The Always Logged In Experience
Last week I blogged about mobile notifications which I think is a big game changer. There are a few other aspects of the mobile experience that I think present great opportunity. Another one is the always logged in experience.
On the web, you may or may not have a web app open in a tab in your browser and you may or may not be logged into it. But on your mobile, you are permanently logged into every app you have on your device. When you get a notification, you click on it and are taken right to the exact part of the mobile app you want to engage with. No log in is required. That in and of itself is a big deal.

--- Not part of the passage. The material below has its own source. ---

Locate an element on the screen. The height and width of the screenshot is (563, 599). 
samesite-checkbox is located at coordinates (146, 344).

But there is something more interesting. Think about OAuth and Facebook Connect and Sign In With Twitter and other similar techniques for signing into and connecting to apps. When you have lots of apps on your mobile device and you are permanently logged into them, there are a host of opportunities that open up which are harder to execute in the current web app paradigm.

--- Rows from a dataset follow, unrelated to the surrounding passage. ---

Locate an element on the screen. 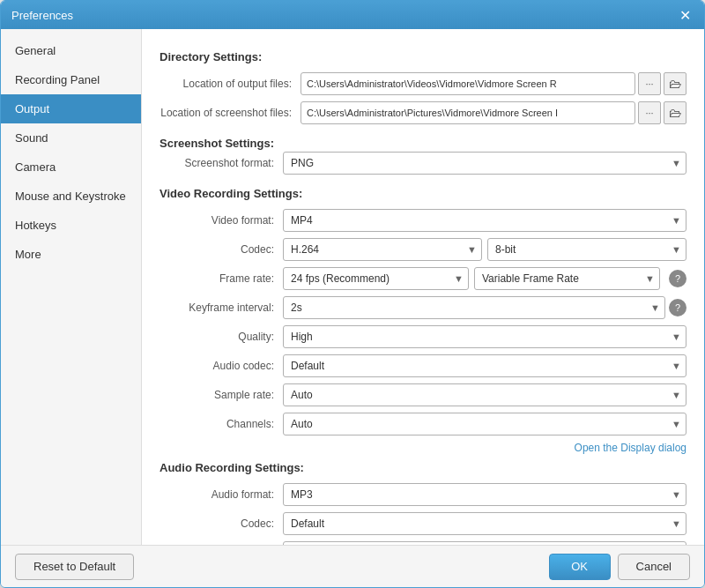 The image size is (705, 588). sample-rate-label: Sample rate: is located at coordinates (221, 395).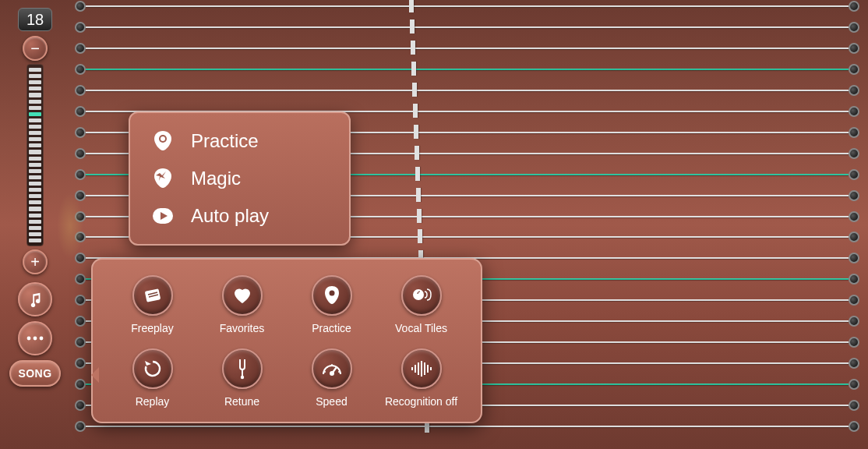 The width and height of the screenshot is (868, 449). Describe the element at coordinates (35, 299) in the screenshot. I see `music-note-icon` at that location.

Imagine you are building a mobile app that connects to the Facebook platform, the Twitter platform, the Foursquare platform, and the Google Maps platform. Assuming your users have all of those apps on their mobile, you can quickly and easily do the connections directly on the mobile device. And then you can pull data from those apps to create new experiences for the mobile users. You can create cross app notifications and other data driven experiences for users.

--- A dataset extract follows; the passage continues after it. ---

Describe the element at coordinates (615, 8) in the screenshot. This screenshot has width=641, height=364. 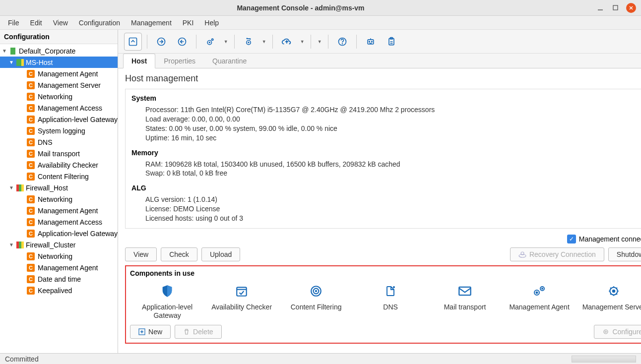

Like with mobile notifications, I have not done a deep dive on where we are with all of this stuff. Is there a mobile implementation of oauth that doesn't require a browser session to do the auth? Can one app deliver notifications that take the user to another app?
When I was at the music hackday a few weekends ago, I noticed that it was easy to build something interesting by simply snapping together a few web apps and then building some light glue between them. I suspect it will be even easier to do that on mobile and the era of "meta apps" that deliver functionality across multiple apps is upon us. And I think that has the potential to create some new startup opportunities.